Clarify
Write what a word means to you, without reducing it to the dictionary definition.
Mindala is your subjective dictionary: a space where you collect words, concepts, experiences, and relationships, clarifying what they mean to you, where that meaning comes from, and how it changes over time.
Personal entry
Intensity
87%
For me it means
A space where I can be corrected without feeling judged.
Origin
Experiences of trust built slowly.
Related words
Detected connection
For you, “friendship” is closer to “safety” than to “fun”.
Why it matters
A word may seem clear while it stays on the surface. Then it enters real life: a couple, a family, a team, therapy, school, an organization. That is where subtle differences emerge: the same term carries different stories, expectations, wounds, values, and mental images.
Write what a word means to you, without reducing it to the dictionary definition.
Link related, opposite, recurring, or sensitive concepts, building a more readable map of your inner world.
When useful, you can observe how different people assign different meanings to the same word.
The key point
For a carpenter it can be material. For a painter, a subject. For a lumberjack, work and effort. For a child, a swing. Mindala records this difference and makes it observable.
How it works
Mindala helps a person turn scattered mental content into definitions, connections, and organized maps.
Start from an important concept: love, work, trust, success, family, fear, freedom.
You do not write the “right” definition: you write what that concept activates in your experience.
Add related words, examples, origins, emotions, contexts, intensity, and relationships.
Over time, the dictionary becomes a semantic X-ray of the way you make sense of the world.
Your dictionary
Mindala helps you see what often returns in your thoughts, which concepts carry more weight, which words change meaning over time, and which areas of your map remain unclear.
Which experience gave rise to the meaning you assign to a word?
How central is that concept in your life, your choices, or your relationships?
Which words attract each other, overlap, or create tension?
How does the same concept change when it moves from one person to another?
Use cases
To understand what you truly mean when you use words such as success, failure, love, freedom, responsibility.
To reduce misunderstandings when two people use the same word but carry different meanings inside it.
To clarify business concepts such as quality, urgency, responsibility, priority, value, customer.
To help students and teachers explore concepts, values, and interpretations in an organized way.
To collect subjective semantic maps and observe recurring themes, differences, and interpretive patterns.
To turn confused conversations into clearer, shared, and navigable maps.
The vision
Mindala does not want to tell people what they should think. It wants to help them observe more clearly what they already think, give shape to nuances, and recognize the invisible connections that guide words, emotions, choices, and relationships.
“When you clarify what a word truly means to you, you are not just defining a term. You are lighting up part of the way you inhabit the world.”
Mindala principle
Try it in your mind
Write down an important word. Then ask yourself: “what does it truly mean to me?” Mindala is designed to turn this question into a method.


_REQUIREMENT:_
A word-for-word copy of the entries, with the images left out, is what you should write.
# # # # #
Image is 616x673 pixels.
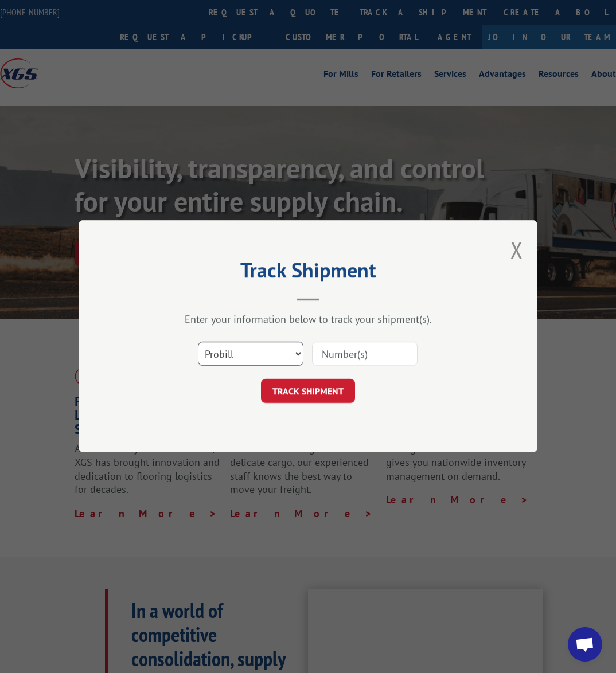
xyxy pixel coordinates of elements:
div: Enter your information below to track your shipment(s). [135,313,480,326]
input: Number(s) [311,342,417,367]
button: TRACK SHIPMENT [261,379,355,403]
div: Open chat [568,627,602,661]
button: Close modal [510,234,523,265]
h2: Track Shipment [135,262,480,284]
# # # # #
_SOLUTION TO THE PROBLEM:_
Image is 616x673 pixels.
xyxy pixel coordinates of elements:
div: Enter your information below to track your shipment(s). [135,313,480,326]
input: Number(s) [311,342,417,367]
button: TRACK SHIPMENT [261,379,355,403]
div: Open chat [568,627,602,661]
button: Close modal [510,234,523,265]
h2: Track Shipment [135,262,480,284]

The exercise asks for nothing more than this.